Legislators should be welcomed home as heroes; they did the will of the people and ignored the naysayers.

While not perfect, the budget priorities established this legislative session clearly reflects the will of Texans as expressed at the ballot box: tightly controlled spending, strict responsibility over funds, and an abandonment of the spend-and-tax mentality of the political left.

After all, two-thirds of Texans voted for gubernatorial and legislative candidates pledging to hold the line on taxes. As a people, we categorically rejected calls for such discredited ideas as higher rates and new taxes. Whenever possible, voters demanded, let those who use a service pay for it.

The solution, the Texas majority knew, to our budget malaise was found in controlling the growth of government, not raising old taxes or implementing new ones.

As the budget battle raged this spring, Texans remained rightly suspicious of legislative commitment. A Texas Poll published in the Houston Chronicle on March 9 found 72 percent of us pessimistically feared the legislature would raise taxes. The burden fell to House Speaker Tom Craddick and Appropriations Chairman Talmadge Helfin to prove our pessimism wrong.

For more than a year, the state’s newspapers asked how much and what kind of a tax increase Texans would face. The implementation was a foregone conclusion. (Never mind that states with higher taxes, and with income taxes, faced far worse shortfalls than ours, some newspapers and their ideological friends still cling to the idea with something akin to religious fervor.)

But Texans understood instinctively what research has demonstrated time and again: our state would survive the national economic downturn better than most precisely because of our low-tax, non-income-tax status. That reputation alone has brought businesses and jobs to Texas in droves during the last decade.

So when Gov. Perry, Lt. Gov. Dewhurst, Speaker Craddick and the majority of House and Senate members pledged to work against tax increases, they were doing so with a clear understanding there was no alternative: increased taxes would forfeit economic growth and destroy jobs.

When the people said “limit the growth of government,” they had a leadership that sympathized. When the people said “make government more efficient,” they had a legislature willing to act. And when the people said “hold the line on taxes,” they were presented a budget that did it.

But cries of doom are echoing across the Texas prairie as newspapers and the left’s political pundits have denounced the gloomy days of smaller government… and are still making the pitch for income taxes and the like.

What accounts for the discontent between the implementation of the will of two-thirds of the people, and this call for more spending and new taxes? Hasn’t the legislature proven the budget can be balanced without them?

It’s not a question of balanced budgets. Nor is it “they” want to be taxed more and “we” less. The problem is nothing more complicated than vastly different views of the role government should play in our lives. We all see the same problems: unemployment, uninsured children and lagging medical care. But we have different solutions.

In the political minority are those who trust government bureaucracies and public agencies more than individuals and private institutions. Government, they believe, can cure social ills.

Need a job? Check with government. Sick? Get on a program. Need help? Pass a law. Government spending, in this view, is the measure of a society’s compassion. You and I simply cannot be trusted to act morally with our money.

Conversely, two-thirds of Texans last November used their vote to demand that taxpayer “help” be truly helpful and go only to those who really need it, for only as long as necessary.

The majority of Texans know compassion is not measured by how much tax money is spent on questionable programs, or the number of people receiving welfare. Rather, it is found in how many people are liberated from the chains of dependence.

Economic and political freedom, the majority evidently believes, have a way of solving a great many problems – social and otherwise. A growing economy, not a growing government, brings general prosperity.

So while the ideological divide may be wider than the distance from Beaumont to El Paso, with rhetoric hotter than August, the vast majority of Texans stand resolutely on one side.

As a people, we voted overwhelmingly for a new vision in state government, and our leaders have begun to implement it. Let the naysayers howl. Let the people rejoice. And watch all Texans prosper.

Michael Quinn Sullivan is director of media and government relations for the Texas Public Policy Foundation, a non-partisan think tank based in Austin. The Foundation’s website is at www.TexasPolicy.com.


**About this task**
Each record below is to be copied word for word, with pictures removed.

[Data shown Boundary: Start]

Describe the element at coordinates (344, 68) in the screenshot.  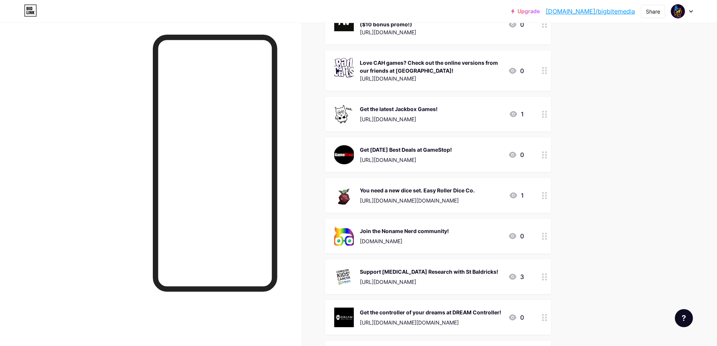
I see `img: Love CAH games? Check out the online versions from our friends at BadCards!` at that location.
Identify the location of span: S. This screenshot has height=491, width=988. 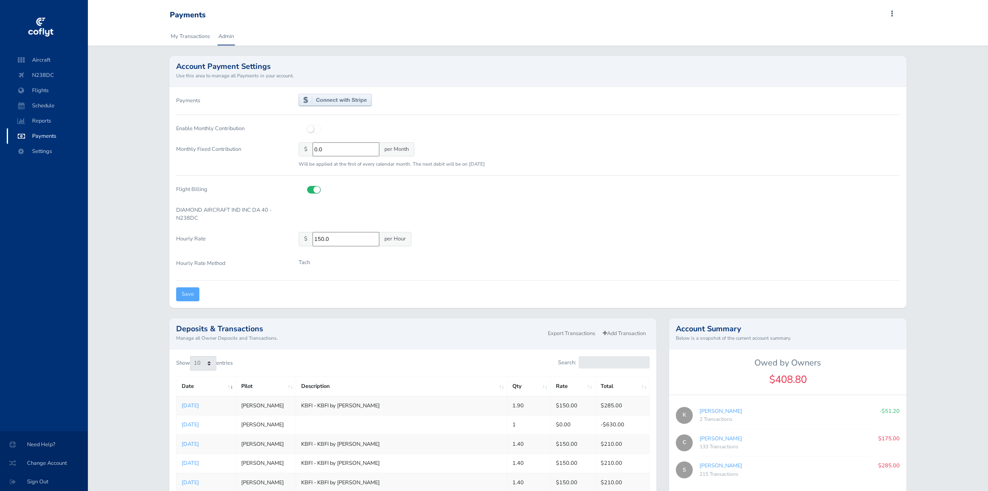
(684, 470).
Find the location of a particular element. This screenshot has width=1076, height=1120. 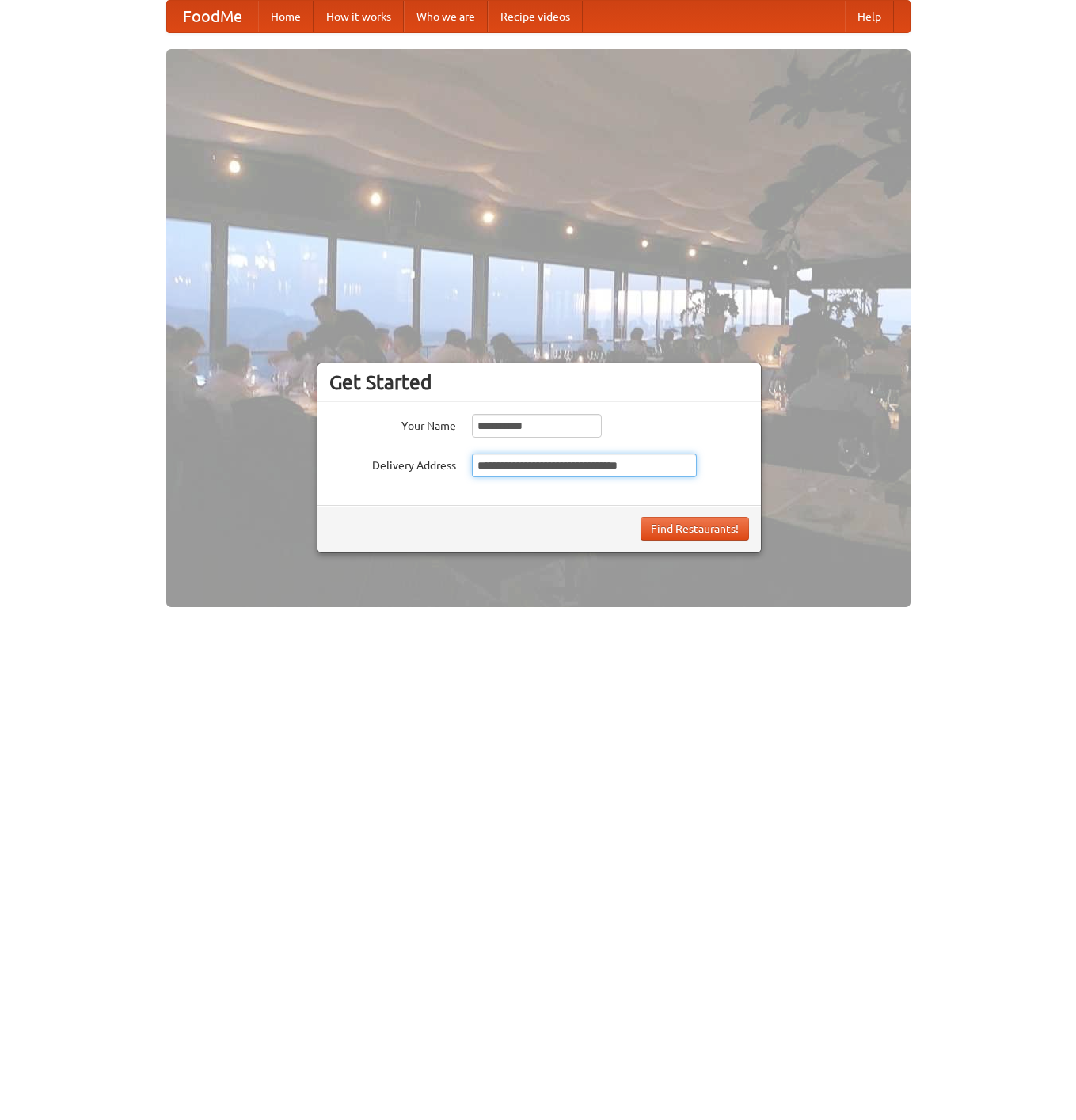

a: Recipe videos is located at coordinates (535, 17).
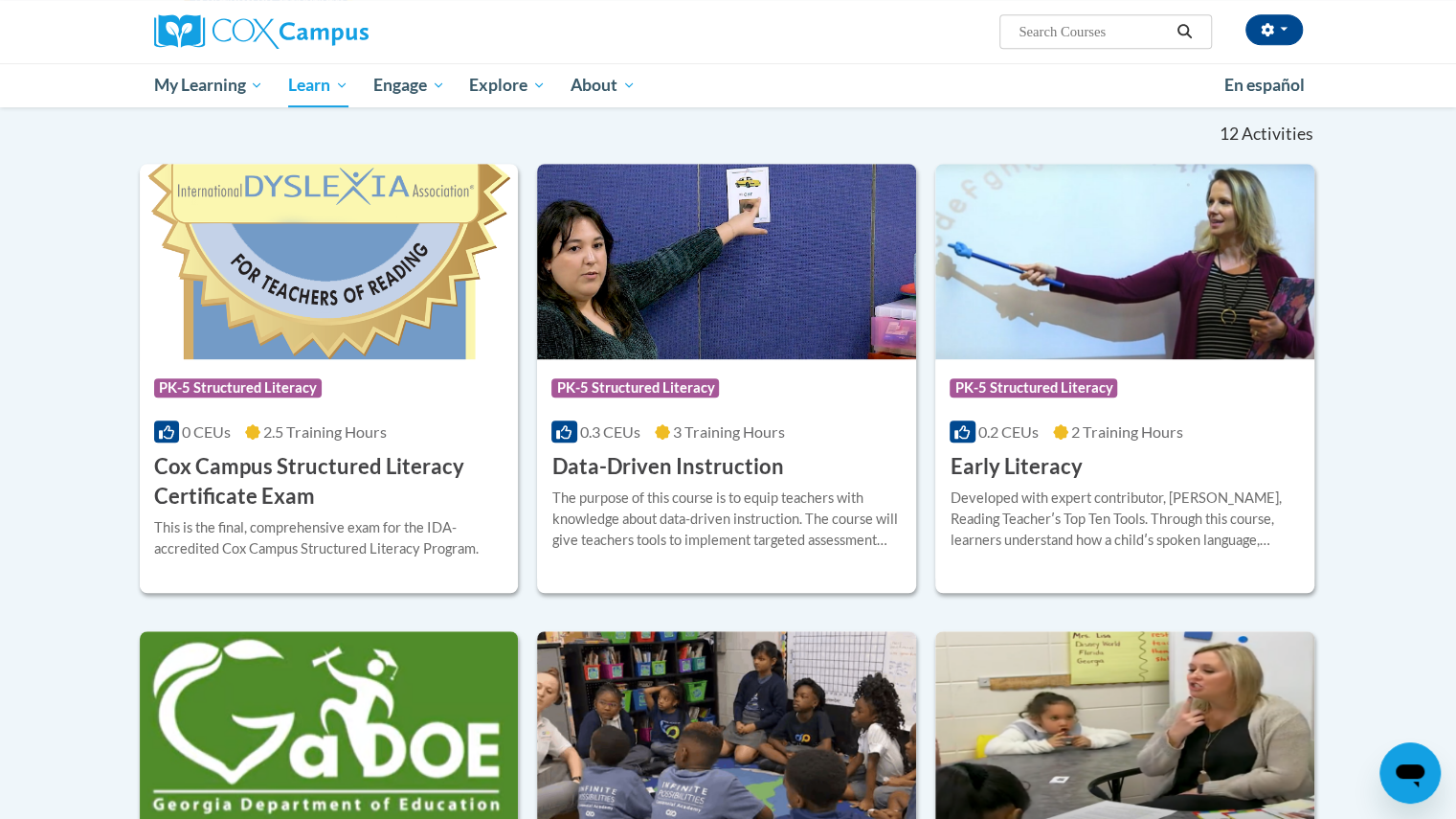 Image resolution: width=1456 pixels, height=819 pixels. I want to click on a: Cox Campus, so click(336, 31).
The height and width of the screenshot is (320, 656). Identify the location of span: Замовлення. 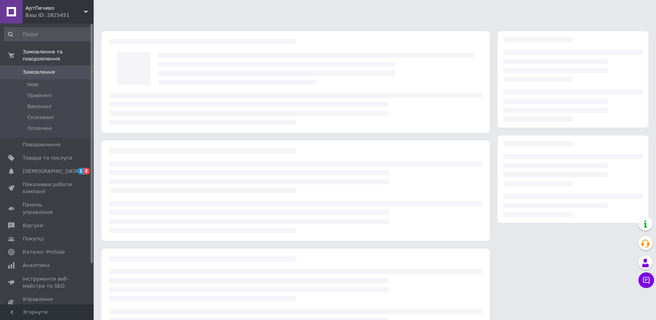
(39, 72).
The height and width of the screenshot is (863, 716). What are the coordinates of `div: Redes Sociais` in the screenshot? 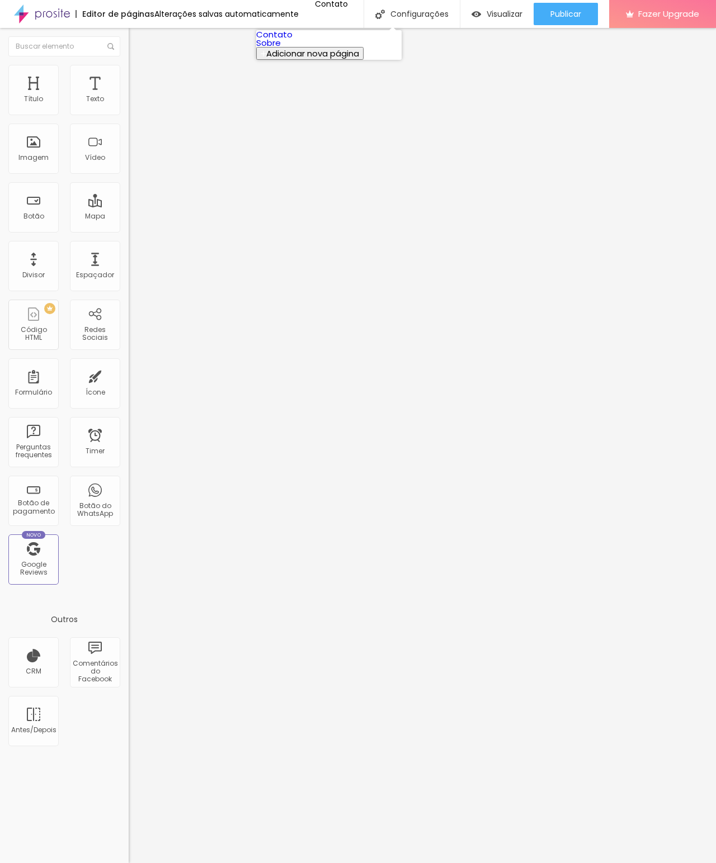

[Data shown Boundary: End]

**Reply**
Describe the element at coordinates (344, 68) in the screenshot.  
I see `img: Love CAH games? Check out the online versions from our friends at BadCards!` at that location.
Identify the location of span: S. This screenshot has height=491, width=988. 
(684, 470).
Find the location of a particular element. This screenshot has width=1076, height=1120. 

a: Recipe videos is located at coordinates (535, 17).
 Image resolution: width=1456 pixels, height=819 pixels. I want to click on a: Cox Campus, so click(336, 31).
The height and width of the screenshot is (320, 656). Identify the location of span: Замовлення. 
(39, 72).
The height and width of the screenshot is (863, 716). What are the coordinates of `div: Redes Sociais` in the screenshot? 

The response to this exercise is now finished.